I grew up in a small community rich in bonding capital. Rich soil. Dense vegetation. Nights filled with a symphony of toads, cicadas, and crickets. The stream murmuring in the background. An occasional dog barking, as if keeping watch while we slept.

And then there were the other lives.

The multiple hats.

The roles and responsibilities.

The movement between worlds.

Each chapter offering a different lens.

A different rhythm.

Different journeys.

Yet the same place.

Nothing gets lost.

What Do We Do With This 🪧

A few years ago, I sat in the midst of my aunts and uncles and their close friends, sharing a drink after a long and arduous day. I was mindful and grateful for the moment. One of those that may never repeat. I couldn’t let the opportunity pass. I might lose the chance for another candid conversation. The circumstances might return later, but with a different tone and texture. Life has its own way.

That night, I openly challenged them as the generation that wasn’t always open or vulnerable with us. I described it as being taught how to drive without ever being given directions or a map. Taught how to move. How to maneuver corners and turns. But not how to find the way beyond our immediate surroundings. And in our own attempts, when we are lost, we not only lose access or direction. They are not always available, nor graceful, in offering course correction without judgment or reprimand.

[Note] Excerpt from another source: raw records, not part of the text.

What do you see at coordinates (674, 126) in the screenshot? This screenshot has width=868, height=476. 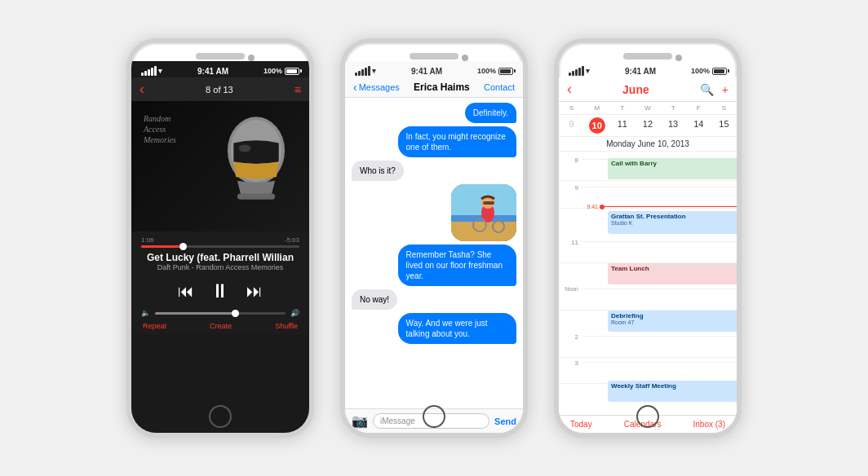 I see `date-13: 13` at bounding box center [674, 126].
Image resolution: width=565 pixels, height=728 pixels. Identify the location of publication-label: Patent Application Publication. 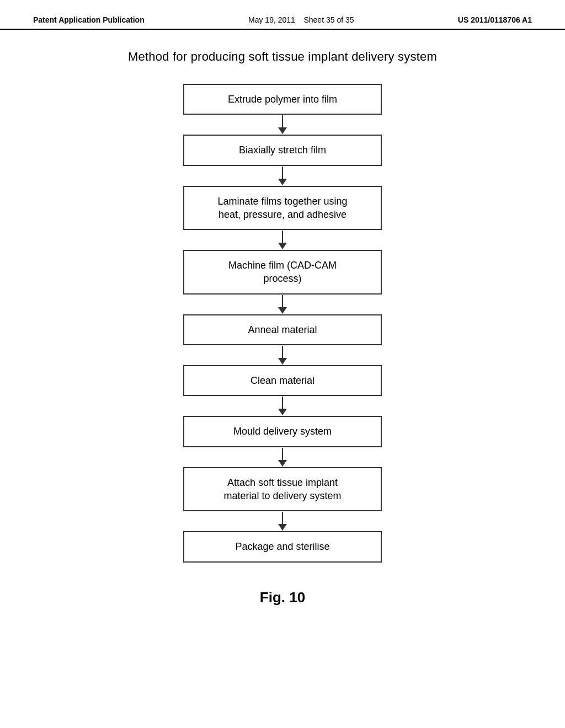
(89, 20).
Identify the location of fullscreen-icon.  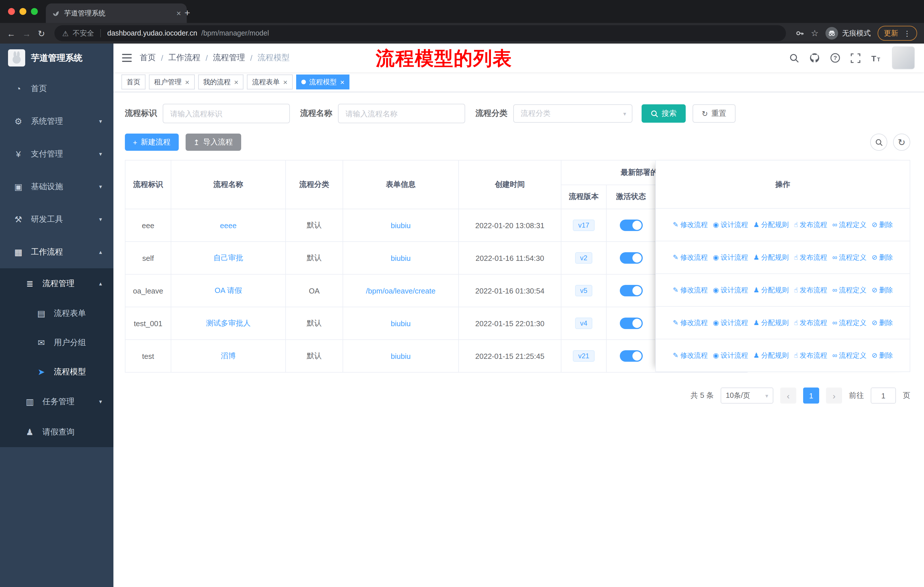
(856, 58).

My uncle responded and said,

“Why bother asking for directions at that point?” Then he smiled. “Just continue.”

He said it jokingly. I received it as wisdom.

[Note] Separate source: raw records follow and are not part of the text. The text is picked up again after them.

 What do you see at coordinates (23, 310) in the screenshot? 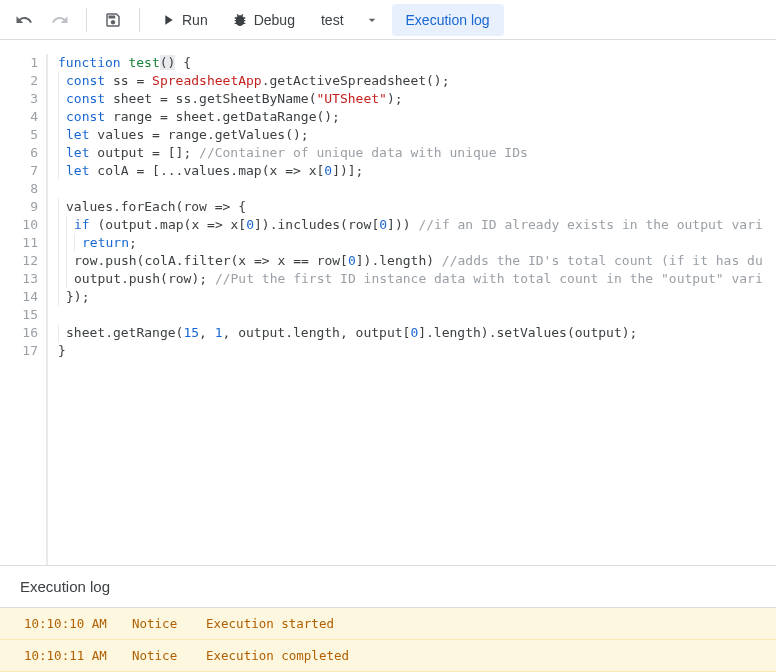
I see `line-gutter: 1234567891011121314151617` at bounding box center [23, 310].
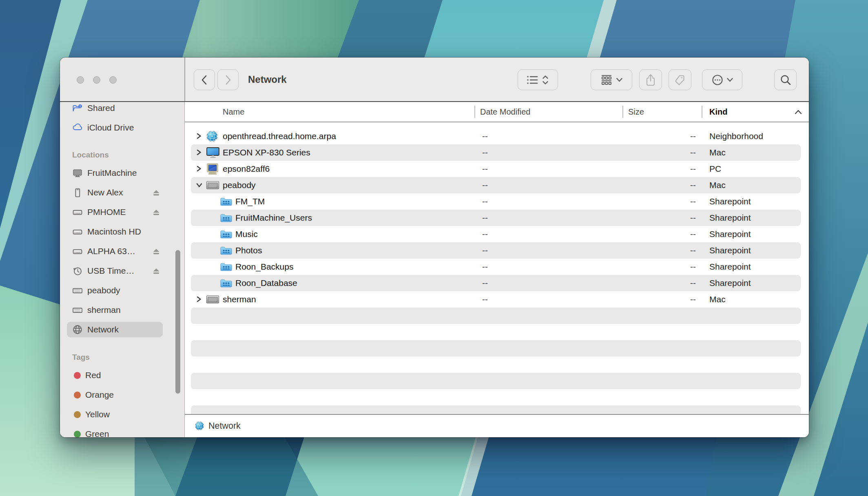 The width and height of the screenshot is (868, 496). What do you see at coordinates (607, 80) in the screenshot?
I see `group-grid-icon` at bounding box center [607, 80].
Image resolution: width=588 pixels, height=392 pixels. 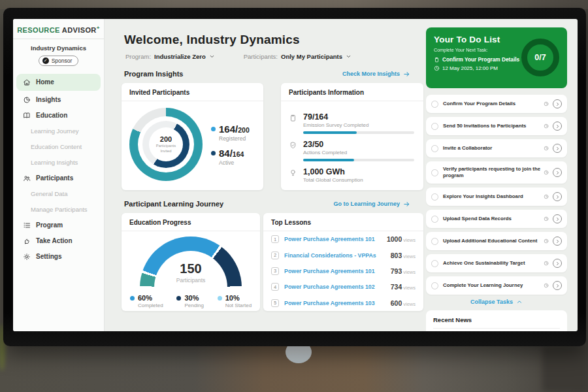 I want to click on task-item: Invite a Collaborator, so click(x=497, y=148).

Because how can you give something you don’t yet have?

We all laughed. It shared a lighthearted moment. Yet something profound settled in the space between us.

So what do we do with all of this?

We continue.

Continue to strive.

Continue to seek.

Continue to grow.

Continue to be curious.

Continue the journey, while being mindful of how the present is unfolding.

In The Alchemist, alchemy is rooted in the idea of turning lead into gold.

Our own journey does the same.

It shapes us into who we are meant to be.

But life happens. I get it.

It happens to some more harshly than others.

Perspective matters.

And when we miss the in-between, we miss the lessons that live in the nuance.

Our journeys reveal tools to us.

Tools required for transformation.

For the renewing of the mind.

What does that look like?

Perhaps it looks like a fisherman and a businessman sharing a gentle moment. Both holding an appreciation for the beauty before them, their journeys leading to the same place.

My Whale-minded friend and I often go back to that story, as a reminder of the in-between. A reminder of our roots, growth, grounding, and continued evolution.

I hope this week’s edition resonated with your own evolution, or if nothing else, offered you a bit of clarity as you traverse your own path.